For more than several times if not plenty, technology and internet businesses have been tied to political campaigns and some government affairs.

Because of various reasons, almost everyone owns a piece of technological device, whether it's a PC, a laptop, or a tablet, or a smartphone.

In the modern era of information and technology, things have been digitized for convenience. However, the ecosystem is only controlled by a handful of companies.

And in the mobile industry, the companies that control the sphere, are Apple and Google.

Pavel Durov is the founder and the boss at Telegram, the popular privacy-focused messaging app. After taking aim at Apple, accusing it for lacking "meaningful innovation" and its "totalitarian approach, Durov again has some more things to say.

Following reports about journalists who managed to find out that secret services of a number of countries were monitoring politicians and influential people using the spyware of the Israeli company NSO, Durov said that both Apple and Google are already "part of the global surveillance program" in the first place.

Pavel Durov
Pavel Durov when visiting Indonesia in 2017.
"The phones of 50,000 individuals, including human rights activists and journalists, have been targeted by surveillance tools that were used by numerous governments. These tools can hack any iOS and Android phone, and there is no way to protect your device from it. It doesn't matter which apps you use, because the system is breached on a deeper level."

"According to the Snowden revelations from 2013, both Apple and Google are part of the global surveillance program that implies that these companies have to, among other things, implement backdoors into their mobile operating systems. These backdoors, usually disguised as security bugs, allow US agencies to access information on any smartphone in the world."
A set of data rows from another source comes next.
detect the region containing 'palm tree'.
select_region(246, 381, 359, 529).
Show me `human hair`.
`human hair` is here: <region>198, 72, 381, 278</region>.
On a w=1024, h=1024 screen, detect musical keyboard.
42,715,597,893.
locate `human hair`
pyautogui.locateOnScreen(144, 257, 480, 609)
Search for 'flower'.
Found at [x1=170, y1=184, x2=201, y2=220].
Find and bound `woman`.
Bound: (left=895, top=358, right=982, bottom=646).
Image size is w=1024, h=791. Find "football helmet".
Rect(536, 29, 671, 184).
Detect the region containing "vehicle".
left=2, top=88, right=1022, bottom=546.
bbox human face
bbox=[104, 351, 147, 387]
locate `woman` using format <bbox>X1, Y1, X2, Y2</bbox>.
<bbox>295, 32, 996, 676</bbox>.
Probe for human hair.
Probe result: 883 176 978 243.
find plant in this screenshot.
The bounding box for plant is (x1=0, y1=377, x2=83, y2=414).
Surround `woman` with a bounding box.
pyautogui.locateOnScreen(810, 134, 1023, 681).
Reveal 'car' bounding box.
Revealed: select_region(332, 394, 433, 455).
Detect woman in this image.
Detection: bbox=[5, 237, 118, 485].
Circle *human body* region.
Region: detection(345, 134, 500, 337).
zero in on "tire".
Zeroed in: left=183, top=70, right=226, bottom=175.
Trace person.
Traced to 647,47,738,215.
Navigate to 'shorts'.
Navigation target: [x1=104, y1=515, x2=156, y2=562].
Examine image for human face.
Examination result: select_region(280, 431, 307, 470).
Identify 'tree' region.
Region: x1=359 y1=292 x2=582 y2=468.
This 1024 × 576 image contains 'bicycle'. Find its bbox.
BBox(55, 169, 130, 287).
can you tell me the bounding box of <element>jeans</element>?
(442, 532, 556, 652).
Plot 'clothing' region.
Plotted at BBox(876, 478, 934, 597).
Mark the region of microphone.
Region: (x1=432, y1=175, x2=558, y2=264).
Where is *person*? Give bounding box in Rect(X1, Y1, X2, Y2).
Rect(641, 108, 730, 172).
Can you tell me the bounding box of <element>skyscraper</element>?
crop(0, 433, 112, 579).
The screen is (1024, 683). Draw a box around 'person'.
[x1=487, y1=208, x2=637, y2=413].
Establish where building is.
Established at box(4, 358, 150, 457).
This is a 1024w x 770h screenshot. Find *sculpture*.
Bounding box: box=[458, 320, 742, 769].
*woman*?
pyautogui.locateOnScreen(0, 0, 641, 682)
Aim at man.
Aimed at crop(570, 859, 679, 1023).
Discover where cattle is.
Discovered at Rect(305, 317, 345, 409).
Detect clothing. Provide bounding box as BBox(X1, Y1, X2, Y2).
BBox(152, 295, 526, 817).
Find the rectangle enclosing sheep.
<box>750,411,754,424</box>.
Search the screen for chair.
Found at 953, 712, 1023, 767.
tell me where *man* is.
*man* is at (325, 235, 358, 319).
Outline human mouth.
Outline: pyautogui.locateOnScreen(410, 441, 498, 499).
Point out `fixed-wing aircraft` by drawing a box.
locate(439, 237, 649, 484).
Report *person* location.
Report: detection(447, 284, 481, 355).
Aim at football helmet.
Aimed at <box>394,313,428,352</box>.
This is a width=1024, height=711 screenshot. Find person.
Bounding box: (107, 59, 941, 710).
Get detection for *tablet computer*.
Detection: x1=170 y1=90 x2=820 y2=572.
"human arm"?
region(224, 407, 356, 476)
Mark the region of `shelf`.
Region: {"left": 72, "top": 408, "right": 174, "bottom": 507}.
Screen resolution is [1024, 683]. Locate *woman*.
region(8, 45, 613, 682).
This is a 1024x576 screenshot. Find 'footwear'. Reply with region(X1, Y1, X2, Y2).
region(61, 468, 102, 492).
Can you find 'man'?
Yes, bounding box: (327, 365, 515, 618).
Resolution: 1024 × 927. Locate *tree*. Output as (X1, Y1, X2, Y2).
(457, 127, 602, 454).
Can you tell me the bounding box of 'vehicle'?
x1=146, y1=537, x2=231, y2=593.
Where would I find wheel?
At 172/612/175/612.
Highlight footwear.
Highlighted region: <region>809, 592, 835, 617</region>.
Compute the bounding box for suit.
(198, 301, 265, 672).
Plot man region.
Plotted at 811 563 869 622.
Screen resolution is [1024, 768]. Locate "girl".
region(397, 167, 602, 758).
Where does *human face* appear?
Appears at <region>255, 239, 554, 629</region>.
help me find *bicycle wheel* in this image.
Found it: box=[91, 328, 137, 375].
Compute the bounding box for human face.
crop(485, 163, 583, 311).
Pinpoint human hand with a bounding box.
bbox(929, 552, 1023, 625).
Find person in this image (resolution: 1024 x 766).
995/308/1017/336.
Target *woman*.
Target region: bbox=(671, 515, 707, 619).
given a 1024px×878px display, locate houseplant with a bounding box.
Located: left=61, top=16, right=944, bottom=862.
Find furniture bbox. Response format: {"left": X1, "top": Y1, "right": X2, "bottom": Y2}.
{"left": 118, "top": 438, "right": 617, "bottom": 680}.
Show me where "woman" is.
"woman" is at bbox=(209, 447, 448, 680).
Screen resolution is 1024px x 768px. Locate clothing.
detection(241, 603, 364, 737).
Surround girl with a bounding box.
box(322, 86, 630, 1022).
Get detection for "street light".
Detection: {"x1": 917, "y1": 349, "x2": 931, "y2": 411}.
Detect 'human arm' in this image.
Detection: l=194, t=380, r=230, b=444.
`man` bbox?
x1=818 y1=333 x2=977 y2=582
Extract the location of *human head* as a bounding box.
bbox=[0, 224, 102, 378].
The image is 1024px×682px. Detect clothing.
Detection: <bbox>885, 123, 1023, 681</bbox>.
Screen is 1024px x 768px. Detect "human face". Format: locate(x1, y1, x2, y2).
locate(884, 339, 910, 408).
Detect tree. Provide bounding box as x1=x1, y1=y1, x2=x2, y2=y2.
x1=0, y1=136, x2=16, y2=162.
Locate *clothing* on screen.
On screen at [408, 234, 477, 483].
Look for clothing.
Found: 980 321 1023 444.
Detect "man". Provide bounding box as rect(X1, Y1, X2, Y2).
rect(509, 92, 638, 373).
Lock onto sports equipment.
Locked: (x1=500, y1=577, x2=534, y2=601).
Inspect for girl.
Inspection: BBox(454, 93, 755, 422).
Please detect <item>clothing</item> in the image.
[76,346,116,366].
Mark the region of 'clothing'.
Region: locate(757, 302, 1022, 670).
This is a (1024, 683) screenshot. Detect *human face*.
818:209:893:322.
"The problem with such backdoors is that they are never exclusive to just one party. Anybody can exploit them. So if a US security agency can hack an iOS or Android phone, any other organization that uncovers these backdoors can do the same. Unsurprisingly, this is exactly what has been taking place: an Israeli company called NSO Group has been selling access to the spying tools that allowed third parties to hack tens of thousands of phones."

Durov added that at least since 2018, he has been aware that one of his phone numbers was "included in a list of potential targets of such surveillance tools."

He was not worry though.

Part of which, is because Durov has already got used to assuming that all of his phones were compromised. After all, he was already in Russia's crosshair when he created VKontakte.

But what worries him is that, the surveillance tools are also used against individuals far more prominent than him.

For example, tools from the NSO Group can be used to spy on heads of states and other country leaders.

And among the reasons why the tools can hack into phones, is because most phones are either powered by Apple's iOS or Google's Android.

NSO Group and other spy tools can hack on those mobile operating systems, because of the existence of backdoors, which Durov thinks is intentional.

"The existence of backdoors in crucial infrastructure and software creates a huge challenge for humanity. That's why I have been calling upon the governments of the world to start acting against the Apple-Google duopoly in the smartphone market and to force them to open their closed ecosystems and allow for more competition."

Unfortunately, dealing with this kind of problem can be very slow.

Both Apple and Google have laid out powerful foundations to maintain their duopoly, in which their influence in the market, even when it violates privacy, cannot be trifled with.

"I hope the news that they themselves have been targeted by these surveillance tools will prompt politicians to change their minds," Durov ended.

Durov has thought about this because the most prominent, which is the NSO Group, has been operating since 2011, selling its surveillance tools, meaning that both iOS and Android fertile ground for hacking smartphones.